9
votes

I'm very busy with the architecture of a new MVC application, but i'm getting very confused about how to manage different type of objects. The confusion is about the relation between entities, business objects and viewmodels. I 'm going to describe my confusion with an example:

I've set up my web application with different projects: MVC frontend, BLL, DAL, Common things etc.

Let's say i have a view with a List of bikes. I want to display the bike details like color, size, manufacturer. But in my database, the Bike and Manufacturer are two different tables, so in my Entity Framework context, these are also two different classes.

So i have these two entities Bike and Manufacturer. But in my business needs, i think they need to be a single object, which i can manipulate or use in business logic. Then there is my view, which needs a (View)Model. That should also be a combined ViewModel with properties from different tables.

How do i handle this? Do i need to get the Bike and Manufacturer object from my DAL, and create a business object from it in my BLL, and after doing some business logic, should i create a ViewModel from it in my controller? Or does my DAL need to return a combined business object? Or can i use the entity object as business classes? Or can i also use my business object as a ViewModel?

I hope that my problem is clear and that anyone can give me a good advise about which object are needed and how, where and when the different types of objects are created, and in which layer this classes should go...

5
@AmateurProgrammer thank you, this clears out at least the ViewModel part of my confusion.
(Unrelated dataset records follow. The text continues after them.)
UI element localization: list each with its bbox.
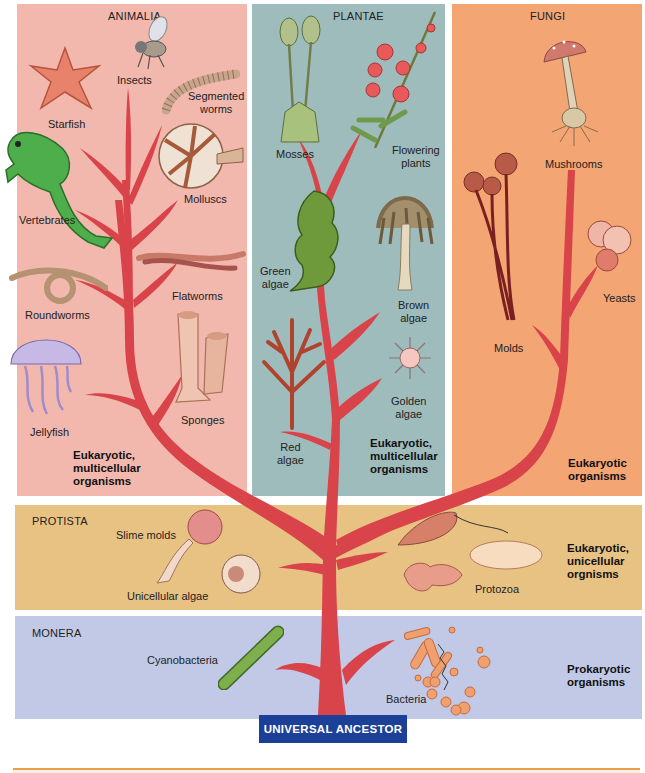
frog-vertebrate-icon xyxy=(4,126,116,251)
label-segmented-worms: Segmented worms xyxy=(188,90,244,116)
description-fungi: Eukaryotic organisms xyxy=(568,457,627,483)
red-algae-icon xyxy=(254,312,334,432)
label-vertebrates: Vertebrates xyxy=(19,214,75,227)
label-red-algae: Red algae xyxy=(277,441,304,467)
unicellular-algae-icon xyxy=(218,550,264,600)
kingdom-title-protista: PROTISTA xyxy=(32,515,88,527)
label-green-algae: Green algae xyxy=(260,265,291,291)
label-jellyfish: Jellyfish xyxy=(30,426,69,439)
label-cyanobacteria: Cyanobacteria xyxy=(147,654,218,667)
insect-icon xyxy=(128,15,174,70)
label-slime-molds: Slime molds xyxy=(116,529,176,542)
label-golden-algae: Golden algae xyxy=(391,395,426,421)
slime-mold-icon xyxy=(155,507,227,585)
label-flowering-plants: Flowering plants xyxy=(392,144,440,170)
jellyfish-icon xyxy=(5,322,87,417)
yeast-icon xyxy=(585,218,637,274)
starfish-icon xyxy=(25,42,105,114)
description-animalia: Eukaryotic, multicellular organisms xyxy=(73,449,141,488)
roundworm-icon xyxy=(8,262,108,308)
label-protozoa: Protozoa xyxy=(475,583,519,596)
label-molds: Molds xyxy=(494,342,523,355)
mollusc-icon xyxy=(155,118,247,193)
label-starfish: Starfish xyxy=(48,118,85,131)
cyanobacteria-icon xyxy=(218,624,284,690)
label-insects: Insects xyxy=(117,74,152,87)
label-mosses: Mosses xyxy=(276,148,314,161)
label-sponges: Sponges xyxy=(181,414,224,427)
label-bacteria: Bacteria xyxy=(386,693,426,706)
sponge-icon xyxy=(172,308,234,408)
label-flatworms: Flatworms xyxy=(172,290,223,303)
flowering-plant-icon xyxy=(345,8,445,148)
label-unicellular-algae: Unicellular algae xyxy=(127,590,208,603)
mold-icon xyxy=(462,150,530,330)
description-protista: Eukaryotic, unicellular orgnisms xyxy=(567,542,629,581)
brown-algae-icon xyxy=(372,178,438,296)
golden-algae-icon xyxy=(387,335,433,381)
label-brown-algae: Brown algae xyxy=(398,299,429,325)
moss-icon xyxy=(275,12,325,147)
label-mushrooms: Mushrooms xyxy=(545,158,602,171)
flatworm-icon xyxy=(135,246,247,276)
universal-ancestor-root: UNIVERSAL ANCESTOR xyxy=(259,715,407,743)
label-yeasts: Yeasts xyxy=(603,292,636,305)
label-roundworms: Roundworms xyxy=(25,309,90,322)
description-monera: Prokaryotic organisms xyxy=(567,663,630,689)
green-algae-icon xyxy=(286,187,346,292)
kingdom-title-fungi: FUNGI xyxy=(530,10,565,22)
label-molluscs: Molluscs xyxy=(184,193,227,206)
kingdom-title-monera: MONERA xyxy=(32,627,81,639)
mushroom-icon xyxy=(540,32,600,150)
description-plantae: Eukaryotic, multicellular organisms xyxy=(370,437,438,476)
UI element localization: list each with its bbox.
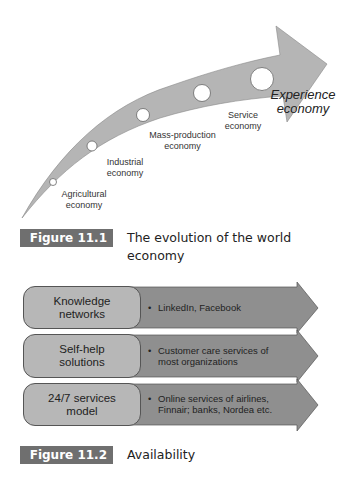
row-text-line: LinkedIn, Facebook	[158, 302, 241, 313]
row-label-line: networks	[54, 308, 111, 321]
row-label-box-24-7: 24/7 servicesmodel	[23, 383, 141, 426]
bullet-icon: •	[148, 345, 158, 356]
row-text-line: Customer care services of	[158, 345, 268, 356]
row-text-line: Online services of airlines,	[158, 393, 269, 404]
bullet-icon: •	[148, 302, 158, 313]
row-label-line: Knowledge	[54, 295, 111, 308]
row-text-line: Finnair; banks, Nordea etc.	[158, 404, 272, 415]
row-text-line: most organizations	[158, 356, 238, 367]
row-label-line: solutions	[59, 356, 104, 369]
row-text-self-help: •Customer care services of most organiza…	[148, 345, 268, 367]
row-label-line: model	[48, 405, 116, 418]
row-label-line: Self-help	[59, 343, 104, 356]
row-label-box-self-help: Self-helpsolutions	[23, 334, 141, 378]
row-label-line: 24/7 services	[48, 392, 116, 405]
row-text-24-7: •Online services of airlines, Finnair; b…	[148, 393, 272, 415]
figure-11-2-label: Figure 11.2	[20, 446, 113, 464]
bullet-icon: •	[148, 393, 158, 404]
row-label-box-knowledge: Knowledgenetworks	[23, 286, 141, 329]
row-text-knowledge: •LinkedIn, Facebook	[148, 302, 241, 313]
figure-11-2-caption: Availability	[127, 446, 195, 464]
I see i can do mapping from Business Objects to ViewModel in my controller. But what about the relation between business objects and entities. Are they the same classes??Jeroen1984
If by 'entities', you mean EF entities, then no. Your business entities are fundamentally logically different than your database/ORM entities. You are not going to apply your business logic directly on objects you get from the database. You would preferably map them to your business objects first. So basically an extra layer would come in.Bhushan Shah

5 Answers

1
votes

You can have a custom business entities, that will be referenced in your views.

In you business implementation you can have some mapper that will map your Entity Framework entities to your custom business entities, you can use Automapper to achieve this.

I hope this will help.

1
votes

The answer to your question is easy. There is NO relationship between your different layers of models. They are completely isolated, and do not refer to each other. Not at all. As such, there is nothing to be confused about.

You have code in different parts of your layer that maps between two layers UI->Business and Business->Data, but that should be the extent of any interaction between them.

1
votes

You should have some common functionality where you'll have all your mapping for your Business and EF entities.

and in your implementation you will map just ask your mapper to provide actual entities.

There should be some common class that will create mappings for you.

Something like this

public static void CreateTestMapping() { Mapper.CreateMap<DataAccess.Entities.Test, Business.Entities>() .ForMember(s => s.Col1, d => d.MapFrom(t => t.Colabc)) .ForMember(s => s.Col2, d => d.MapFrom(t => t.ReferenceTable.RefTableCol1)); }

and in your business implementation you'll use this mapping to convert Business.Entities to EF.Entities and visa-versa

Mapper.Map<Business.Entities.Test, EF.Entities.Test>(source, destination);

1
votes

What i would do is:

Your DAL returns a List<Bike> and a List<Manufacturer>.

Then your Business Layer should manipulate these and return to asp.net MVC an appropriate object.

For example a List<Manufacturer> which contains for every item a List<Bike>.

Create the appropriate ViewModels and add Controller logic to manipulate them BUT DO NOT do any core business manipulation there, just UI manipulation to suit your views.

Also i would recommend NOT to bind your UI with your DAL.

Keep your UI project referenceing the common libraries + Business layer project.

Let the business communicate with the DAL.

0
votes

IMHO, part of confusion comes from the fact that you "can't" break all links between your projects even if you want for "design" and separation of concern reasons.

Well, in fact you can (and may be should) break, but the cost is, at least: lost intelisense and/or marshalling coding.

At the end, your projects are linked at least by a convention. One project expects a behavior from the other. If you publish weather data, you expect your DAL to provide weather data and not financial data, even if it should be wise to handle the case.

At least one project must expose an interface/DTO, and the other must implement this interface.

Usually and humbly, I try to make the business logic independent : business can be built without reference to any other project (PLEASE: note I speak of project not of layer). So My abstract classes or interfaces are in the business or domain project. Why: the most probable changes are GUI technology changing or persistence technology changing, so if you want to interact with me here are the contracts (false friend here).

So the web site (or any GUI) project references the business project and the DAL project, the DAL project references the business project.

  • The controller get the data from the DAL and provide it to the domain/business logic
  • The controller then provide the unattached result to razor, and/or persist the result by the DAL.

BUT imho, evil starts when you stop mastering the scope of your context (DbContext, ObjectContext,...). Other saying try to avoid providing attached object to Razor.